Pros: rigorous R-multiple edge math; psychology + quant together; flat annual pricing.

Cons: dated interface; manual entry for some analytics.

StonkJournal

StonkJournal is completely free with no card and no trade limits: manual entry with tags, a confidence meter, image attachments, notes, a calendar, and multi-filter stacking across symbol, tag, P&L range, date, and market type [11]. There's no broker auto-import — everything is entered by hand — and analytics are basic, but for a free manual log it's capable.

Pros: free forever; flexible filtering; no friction to start.

Cons: manual entry only; basic stats; no automation.

Mettle

Mettle (that's us) belongs here as the review- and behavior-led option, not a deep-quant dashboard — and we'd rather say that than oversell. Mettle's core is post-trade review with self-reported execution scoring and behavioral tagging, with Cass reviewing logged trades and giving weekly feedback. The dedicated analytics platforms above go materially deeper on objective, auto-computed statistics: hundreds of metrics, broad auto-import, MFE/MAE, granular slicing. Mettle trades that raw quant depth for structured reflection and the behavioral context behind the numbers.
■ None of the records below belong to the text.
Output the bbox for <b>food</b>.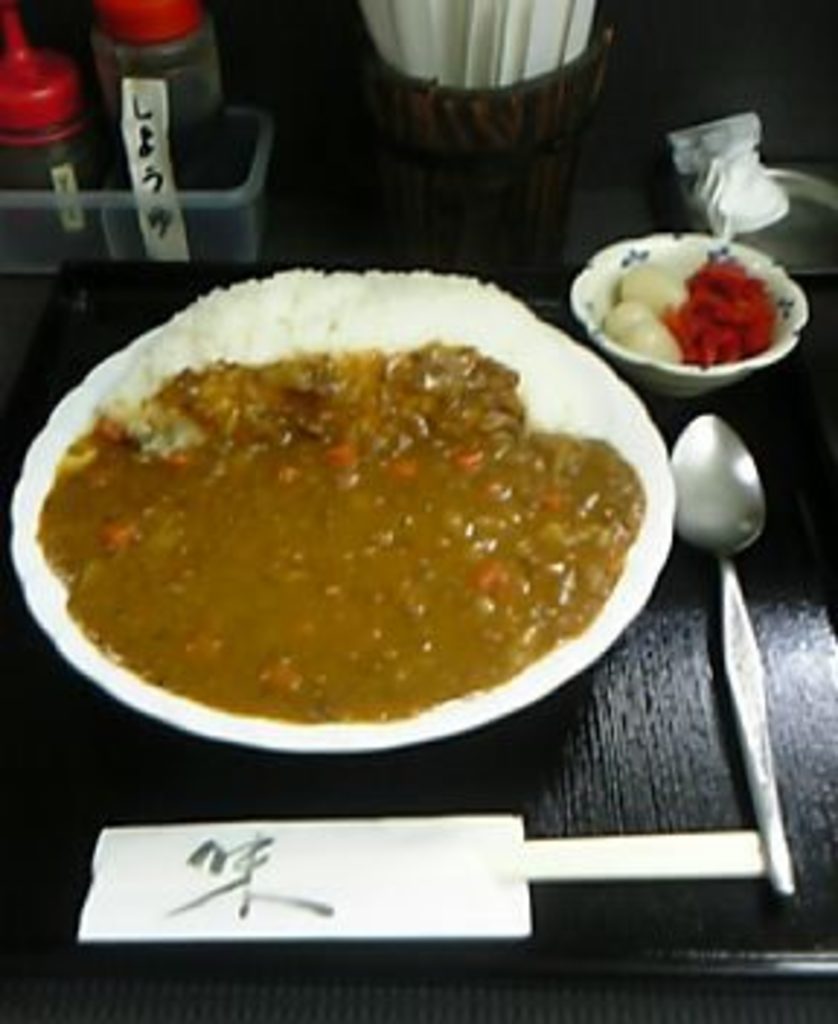
[52, 239, 695, 742].
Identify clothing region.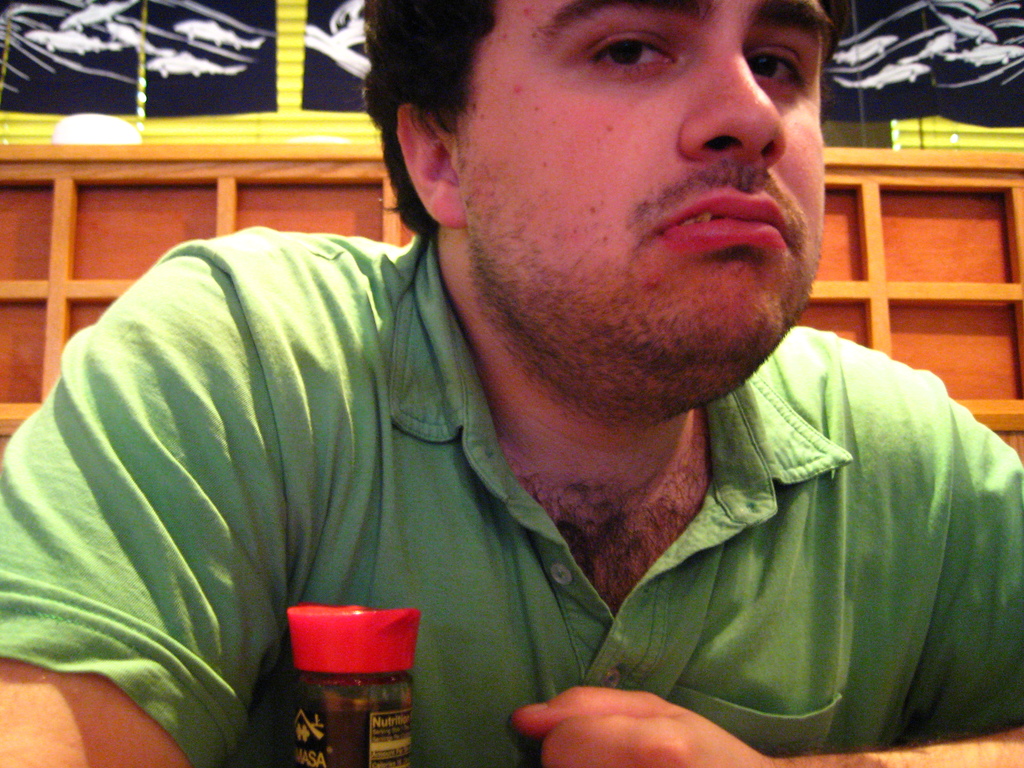
Region: {"left": 0, "top": 223, "right": 1023, "bottom": 767}.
The fair comparison: if you want the most exhaustive P&L and stat slicing, pick a pure-analytics tool. If you want a review loop that builds the discipline and self-awareness behind the numbers, that's Mettle's lane — and it's the only free-to-start, no-card option here. The Journal (Apprentice tier) is live now; Trader and Master tiers are coming soon.

Pros: structured review loop; behavioral context; free to start, no card.

Cons: lighter on deep objective analytics; partly self-reported.

How to choose

For the most metrics per dollar, TradesViz. For the widest broker auto-import, TraderSync. For a clean all-in-one with backtesting, TradeZella. For exhaustive reports or coach sharing, Tradervue. For options and multi-asset, Trademetria. For a simple US-equities view, Chartlog. For edge math plus psychology, Edgewonk. For a free manual log, StonkJournal. And if the numbers aren't your problem so much as reflecting on them honestly each week, that's where Mettle fits. Match the tool to whether your gap is data depth or review discipline — they're different problems.

Sources

  1. TradesViz. https://www.tradesviz.com/
  2. TradesViz — pricing. https://www.tradesviz.com/pricing/
  3. TraderSync — features. https://tradersync.com/features/
  4. TraderSync — pricing. https://tradersync.com/pricing/
  5. TradeZella — features. https://www.tradezella.com/features
  6. TradeZella — pricing. https://www.tradezella.com/pricing
  7. Tradervue. https://www.tradervue.com/
  8. Trademetria — features. https://trademetria.com/trading-journal-features
  9. Chartlog — insights. https://www.chartlog.com/product/insights/
  10. Edgewonk — features. https://edgewonk.com/features
  11. StonkJournal. https://stonkjournal.com/

Try the feedback loop yourself

Log a session, score your execution, and let Cass review it against your own history. Free to start, no card.